In fact, for some reason when I'm around high school friends, we almost never mention school aside from the unimportant, "How was your semester?" questioning. None of us want to ruin an evening with too deep of a conversation involving our past stresses. I think we can all agree that we get too much time for that during the semester, when the world slightly feels like it’s unraveling around us.
Although, if during the school year, stress really is eating away at me, I know that I can call any one of my high school friends and they will take me away from all of the heaviness that I’m feeling from classes. It’s not that we can’t talk about college life; it’s that we don’t necessarily want to. This leaves two support systems for when life becomes too tough.
Maybe this concept I’m discussing only applies to a few people, but I know there has to be some that relate to it. It’s possible that the ones this concept relates most closely to are the ever naïve "not ready to think about the future" type of people. Or we could all be pretty good at compartmentalizing our stresses so we can enjoy our life at least part of the time, meaning saving serious stuff for when college classes are in session.

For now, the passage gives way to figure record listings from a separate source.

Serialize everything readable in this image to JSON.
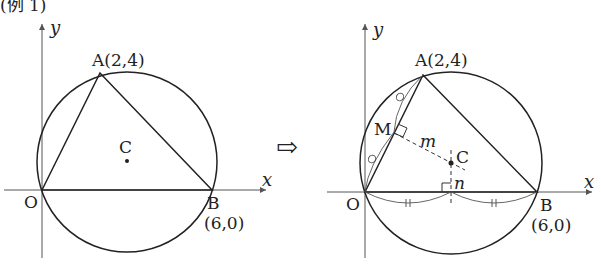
{
  "header": {
    "label": "(例 1)"
  },
  "arrow": {
    "symbol": "⇨"
  },
  "left_figure": {
    "axis_x": "x",
    "axis_y": "y",
    "points": {
      "O": {
        "label": "O",
        "coord": [
          0,
          0
        ]
      },
      "A": {
        "label": "A(2,4)",
        "coord": [
          2,
          4
        ]
      },
      "B": {
        "label": "B",
        "coord_label": "(6,0)",
        "coord": [
          6,
          0
        ]
      },
      "C": {
        "label": "C",
        "coord": [
          3,
          1
        ]
      }
    }
  },
  "right_figure": {
    "axis_x": "x",
    "axis_y": "y",
    "points": {
      "O": {
        "label": "O"
      },
      "A": {
        "label": "A(2,4)"
      },
      "B": {
        "label": "B",
        "coord_label": "(6,0)"
      },
      "C": {
        "label": "C"
      },
      "M": {
        "label": "M"
      }
    },
    "lines": {
      "m": "m",
      "n": "n"
    },
    "equal_marks": {
      "circle": "∘",
      "double_tick": "॥"
    }
  },
  "colors": {
    "stroke": "#222222",
    "dashed": "#333333",
    "axis": "#555555"
  }
}
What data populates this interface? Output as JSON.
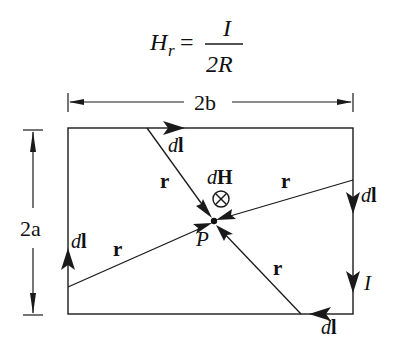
{
  "formula": {
    "lhs": "H",
    "lhs_sub": "r",
    "equals": "=",
    "numerator": "I",
    "denominator": "2R"
  },
  "dimensions": {
    "width_label": "2b",
    "height_label": "2a"
  },
  "labels": {
    "dl_top": [
      "d",
      "l"
    ],
    "dl_right": [
      "d",
      "l"
    ],
    "dl_left": [
      "d",
      "l"
    ],
    "dl_bottom": [
      "d",
      "l"
    ],
    "r_top": "r",
    "r_right": "r",
    "r_left": "r",
    "r_bottom": "r",
    "dH": [
      "d",
      "H"
    ],
    "dH_symbol": "⊗",
    "point": "P",
    "current": "I"
  },
  "colors": {
    "stroke": "#1a1a1a",
    "background": "#ffffff"
  }
}
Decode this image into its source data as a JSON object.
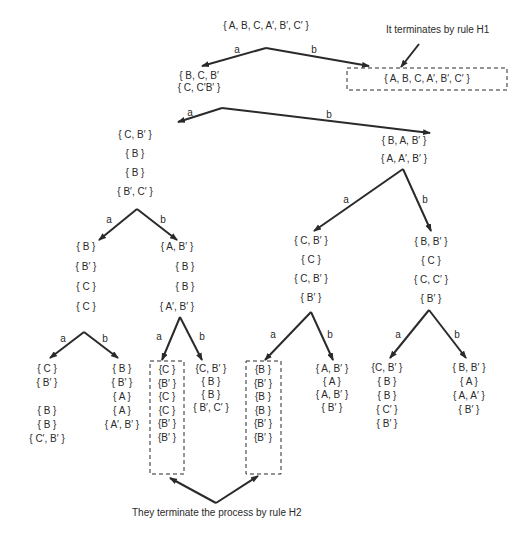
{
  "annotations": {
    "h1": "It terminates by rule H1",
    "h2": "They terminate the process by rule H2"
  },
  "edge_labels": {
    "a": "a",
    "b": "b"
  },
  "nodes": {
    "root": [
      "{ A, B, C, A′, B′, C′ }"
    ],
    "root_b": [
      "{ A, B, C, A′, B′, C′ }"
    ],
    "n1": [
      "{ B, C, B′",
      "{ C, C′B′ }"
    ],
    "n1a": [
      "{ C, B′ }",
      "{ B }",
      "{ B }",
      "{ B′, C′ }"
    ],
    "n1b": [
      "{ B, A, B′ }",
      "{ A, A′, B′ }"
    ],
    "n1aa": [
      "{ B }",
      "{ B′ }",
      "{ C }",
      "{ C }"
    ],
    "n1ab": [
      "{ A, B′ }",
      "{ B }",
      "{ B }",
      "{ A′, B′ }"
    ],
    "n1ba": [
      "{ C, B′ }",
      "{ C }",
      "{ C, B′ }",
      "{ B′ }"
    ],
    "n1bb": [
      "{ B, B′ }",
      "{ C }",
      "{ C, C′ }",
      "{ B′ }"
    ],
    "n1aaa": [
      "{ C }",
      "{ B′ }",
      "",
      "{ B }",
      "{ B }",
      "{ C′, B′ }"
    ],
    "n1aab": [
      "{ B }",
      "{ B′ }",
      "{ A }",
      "{ A }",
      "{ A′, B′ }"
    ],
    "n1aba": [
      "{C }",
      "{B′ }",
      "{C }",
      "{C }",
      "{B′ }",
      "{B′ }"
    ],
    "n1abb": [
      "{C, B′ }",
      "{ B }",
      "{ B }",
      "{ B′, C′ }"
    ],
    "n1baa": [
      "{B }",
      "{B′ }",
      "{B }",
      "{B }",
      "{B′ }",
      "{B′ }"
    ],
    "n1bab": [
      "{ A, B′ }",
      "{ A }",
      "{ A, B′ }",
      "{ B′ }"
    ],
    "n1bba": [
      "{C, B′ }",
      "{ B }",
      "{ B }",
      "{ C′ }",
      "{ B′ }"
    ],
    "n1bbb": [
      "{ B, B′ }",
      "{ A }",
      "{ A, A′ }",
      "{ B′ }"
    ]
  },
  "colors": {
    "ink": "#2a2a2a",
    "background": "#ffffff"
  }
}
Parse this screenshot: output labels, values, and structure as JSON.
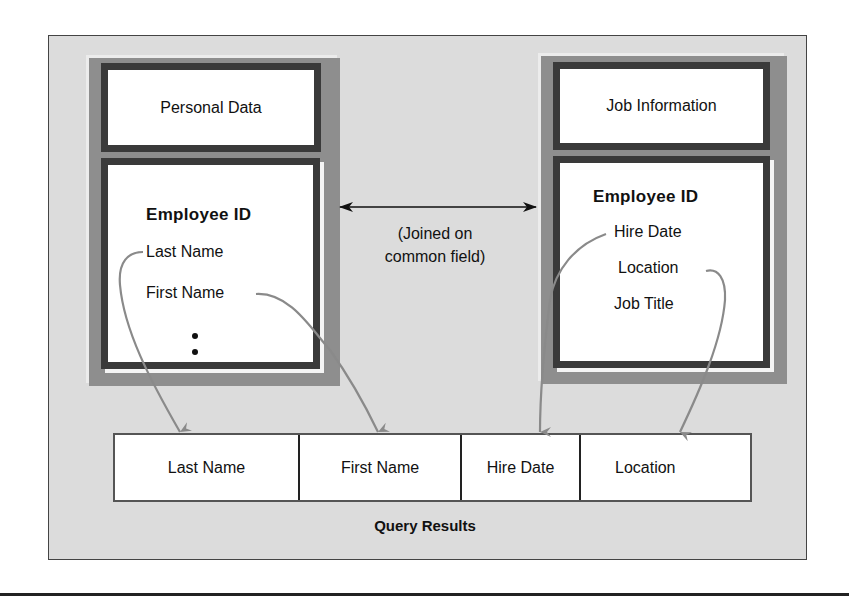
{
  "diagram": {
    "left_table": {
      "title": "Personal Data",
      "key_field": "Employee ID",
      "fields": [
        "Last Name",
        "First Name"
      ],
      "more_indicator": "ellipsis-vertical"
    },
    "right_table": {
      "title": "Job Information",
      "key_field": "Employee ID",
      "fields": [
        "Hire Date",
        "Location",
        "Job Title"
      ]
    },
    "join": {
      "line1": "(Joined on",
      "line2": "common field)",
      "arrow": "double-headed-arrow"
    },
    "query_results": {
      "columns": [
        "Last Name",
        "First Name",
        "Hire Date",
        "Location"
      ],
      "label": "Query Results"
    },
    "colors": {
      "frame_background": "#dcdcdc",
      "panel_gray": "#8e8e8e",
      "box_border": "#3a3a3a",
      "connector_gray": "#8a8a8a"
    }
  }
}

I’ve never thought that I would consider myself the type of person that avoids conversations about the future. I used to always talk about my future with people, and maybe that was the problem. I had a set notion of how my life would pan out, and the thing is it almost never works out that way. I’ve changed my life’s path many times. After a while it becomes overwhelming to discuss it anymore than it needs to be, leaving the high school friends to not really have to deal with it.
The purpose of this article isn’t to make an argument for which friends are better, high school or college, because I don't think there could ever be a clear choice. This is a description of how these two groups of friends can differ, and how they differ in my own personal life. They are each important and completely crucial for various reasons, because each group and each individual friend brings something new to the life of a college student.